Would be ideal in lots of situations, but maybe not in my particular situation (which I haven't described). My application is a small one and must be streamlined, I have a hard deadline much too close for comfort, and I have no EJB experience at all, so I probably won't go that way.

However, I'm interested in the approach :) Maybe next time. For that next time, a question.

I use SQL transactions in my application logic: set serializable, begin transaction, select mail to be sent from list of mails to be sent, update db to say mail is sent, try to send mail, if success commit, if exception caught rollback.
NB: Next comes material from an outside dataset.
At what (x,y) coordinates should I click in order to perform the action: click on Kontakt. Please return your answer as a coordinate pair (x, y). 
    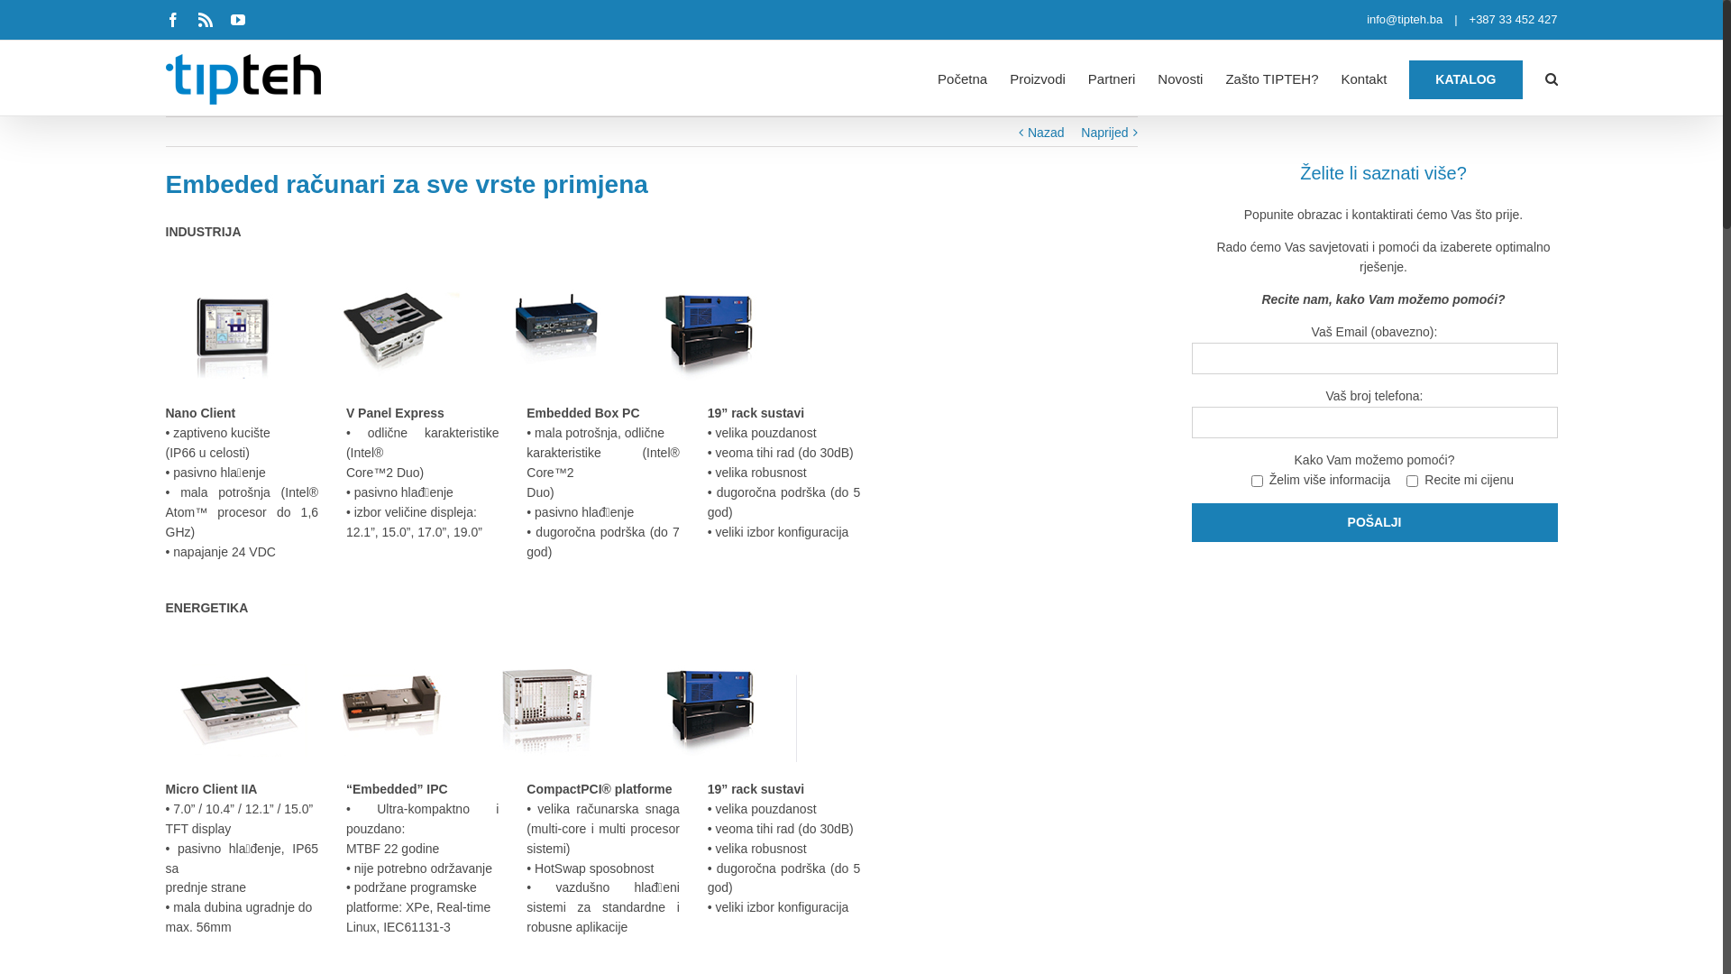
    Looking at the image, I should click on (1363, 78).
I think that should avoid any errors in the "mail sent" status. (Of course I might get a mail bounce, but that's another story).

Would that be possible with the EJB framework you describe?

Thanks for your help!
 
Yes, definitely.

When working with EJB's, (using CMP Entity beans (Container Managed Persistence)) your bean is basically your SQL table, and exceptions are thrown in the same manner as in JDBC (except if the SQL fails, you'll probably get an EJBException rather than an SQLException).

Unitl lately, I never really understood the point of EJB, after all, it is basically buily on RMI (unless you use Local EJBs in EJB spec 2.0), untill I really started to look into it, and learnt that it did all teh backed JDBC stuff and object modelling for you.

Now I'm well impressed with it. It can be a bit difficult to get into, with (at first) complicated xml deployment descriptors, but once you get past that, its plain sailing !

Try "Enterprise JavaBeans 3rd ed." from oreilly.com
- the source code can be downloaded with J2EE-vendor-specific (JBoss, WebLogic etc) examples. The author walks you through creating a business model in EJB ....

Good luck !
 
I too worked with EJB's for 2 years. And I am NOT a fan of it. If your current code works, keep it. I don't want to start a discussion pro/contra EJB. You'll have to find out for yourself.